Nonfiction ~ The Scent of Nostalgia
The Scent of Nostalgia
Venus is the second planet from the Sun. It is named after the Roman goddess of love and beauty, and is therefore representative of those qualities in astrology. As the brightest natural object in Earth's night sky after the Moon, Venus can cast shadows and can be, on rare occasions, visible to the naked eye in broad daylight.
One, two, three. I counted the seconds between the flash and the sound. Three miles away, or so they say. Three miles away, and I was stepping out of the bus into the pouring rain. The lightning and thunder rumbling above echoed in my mind as I crossed the street, propelled by an instinctual fear. I ran for a nearby parking garage to stay safe, hair, t-shirt and black mini skirt soaked within minutes. Each raindrop was a small blade, pricking my bare legs and prickling them with goosebumps.

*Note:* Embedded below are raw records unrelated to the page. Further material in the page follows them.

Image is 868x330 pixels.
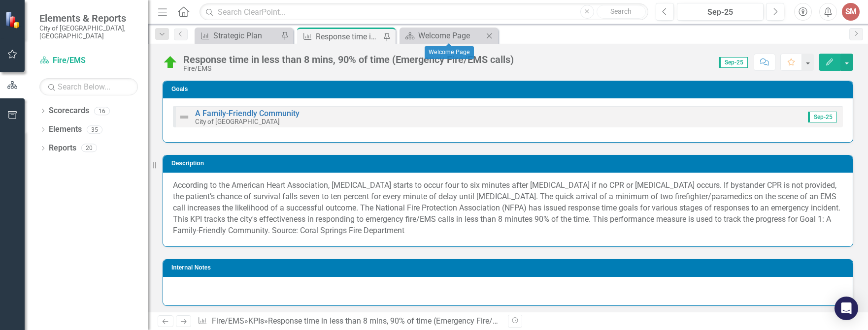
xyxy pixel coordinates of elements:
h3: Internal Notes [171,265,848,271]
div: 35 [86,126,103,134]
span: Sep-25 [808,111,837,123]
div: Response time in less than 8 mins, 90% of time (Emergency Fire/EMS calls) [183,54,513,65]
div: Response time in less than 8 mins, 90% of time (Emergency Fire/EMS calls) [315,30,380,43]
small: City of [GEOGRAPHIC_DATA] [195,117,280,126]
h3: Goals [171,86,848,92]
div: Open Intercom Messenger [835,297,858,320]
div: 16 [94,107,110,115]
a: KPIs [248,317,264,326]
span: Sep-25 [719,57,748,68]
span: According to the American Heart Association, [MEDICAL_DATA] starts to occur four to six minutes a... [173,181,841,235]
span: Elements & Reports [39,13,138,24]
a: Welcome Page [402,30,483,42]
button: SM [842,3,860,21]
div: Welcome Page [418,30,483,42]
img: ClearPoint Strategy [5,11,22,28]
div: » » [197,316,500,327]
div: Response time in less than 8 mins, 90% of time (Emergency Fire/EMS calls) [268,317,530,326]
a: Fire/EMS [39,55,138,66]
input: Search ClearPoint... [199,4,648,21]
img: On Target [163,55,178,70]
div: Welcome Page [425,47,474,59]
small: City of [GEOGRAPHIC_DATA], [GEOGRAPHIC_DATA] [39,24,138,41]
div: Strategic Plan [213,30,278,42]
div: Sep-25 [680,7,760,18]
a: Scorecards [49,106,89,117]
img: Not Defined [178,111,190,123]
a: Fire/EMS [212,317,245,326]
a: Strategic Plan [197,30,278,42]
div: Fire/EMS [183,65,513,72]
a: Elements [49,124,82,135]
span: Search [610,7,632,16]
a: Reports [49,142,76,154]
button: Search [596,5,646,18]
div: 20 [81,144,97,153]
a: A Family-Friendly Community [195,109,299,118]
h3: Description [171,160,848,167]
input: Search Below... [39,78,138,95]
button: Sep-25 [677,3,764,21]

Visiting my hometown, I had a deep desire to reconnect with my childhood best friend. Her house was merely 1000 feet away, and I felt my heart catch in my throat as I stood beneath the cover of the parking garage. The previous day I’d stood on her doorstep, searching my bag for a pencil to leave a note and realizing I didn’t have one. I was too scared to knock, but I didn’t exactly know why. It wasn’t like there was anything negative between us; it had just been so long that I wasn’t even entirely sure she was real, wasn’t sure that the house I looked at was the right one, even though the address matched. Wooden letters overgrown with moss still spelled out “2003B.” We were inseparable in childhood– neighbors, she was a year younger than me and always looked up to me, always wore the clothes I grew out of.
The recollection of these memories fought with my stress, urging me to run through the lightning to her doorstep. I noticed a woman walking up to the door from down the street– her mother?– and decided to make a run for it. My hair was drenched and my clothes were dripping as I made it to the doorstep. The lawn looked exactly the same, the trees taller and the condo complex just a little more weathered than it was ten years ago.
“Are you okay? Do you need to come in for a second?” the woman asked me.
“I actually came to see you,” I responded awkwardly, “At least I think you’re the right person– Darija? My name is Evelyn, do you remember me?”
Darija’s eyes softened and brightened at once, with recognition and nostalgia. “Is it really you?”
A girl stepped out of the house holding a towel, asking who I was. Saule. She looked so much older than last time I’d seen her; she was stunningly beautiful, with mousy brown hair to her shoulders, olive skin and piercing aquamarine eyes. When I told her my name, tears began to form in her eyes. She held out her arms to me as her mother handed me a towel. I sank into them instantly, the scent of her house filling my nose– the scent of earth and home-cooked food, of friendship and life. My mind was drawn back to ten years ago, to the first time I stepped into her house and to all the times after that. The first time I met Saule, her and her mother Darija were walking past my house. My one-hundred-year-old house, the house I grew up in, the house I miss with my entire heart. While walking by my house, she petted my cat on the street and our families quickly started talking. It wasn’t long before we spent nearly every day together; we were young enough that we had nothing else to do. Her family was Lithuanian and I affectionately remembered eating goose eggs at her house for the first time, blowing up lamb’s lungs in her sink on Easter day. The only arguments we ever had were over who would wear which Disney princess dress or who would dress up as which character from The Sound of Music. I still had picture magnets of me and her on my fridge at home. The way she held me when we were little came back to me, so similarly to what I felt in the moment, but in a time when we had both experienced so much less.
Saule led me up the stairs and into her room, a room that had changed so much since the last time I’d seen it. I realized that I couldn’t exactly recall what it had looked like last time; the thought somewhat disturbed me. She handed me a pair of black sweatpants and a gray hoodie and told me to change in the bathroom upstairs. Once changed, I stood in the bathroom, leaning over the sink and observing my still-dripping reflection in the mirror. I could hardly believe I was standing in this same house. As I squeezed the water out of my hair with one of the turquoise towels hanging on the rack, I inhaled again the scent that so specifically characterized this house to me: the grounding earthiness, the hand-dyed wool, and the old, yellowed pages of books. I felt my body in her clothes, let the scent consume me, let my five senses take a moment to process all the memories being triggered in my brain. It was an odd sensation of overwhelming nostalgia and a sort of confusion– something I’d only experienced the day before, when I went to visit another one of my neighbors.
“Girls!” Darija called from downstairs, “Come down here, I want to talk to Evelyn!”
We looked at each other and laughed, then ran down the stairs. I could already smell food from the kitchen. This was home.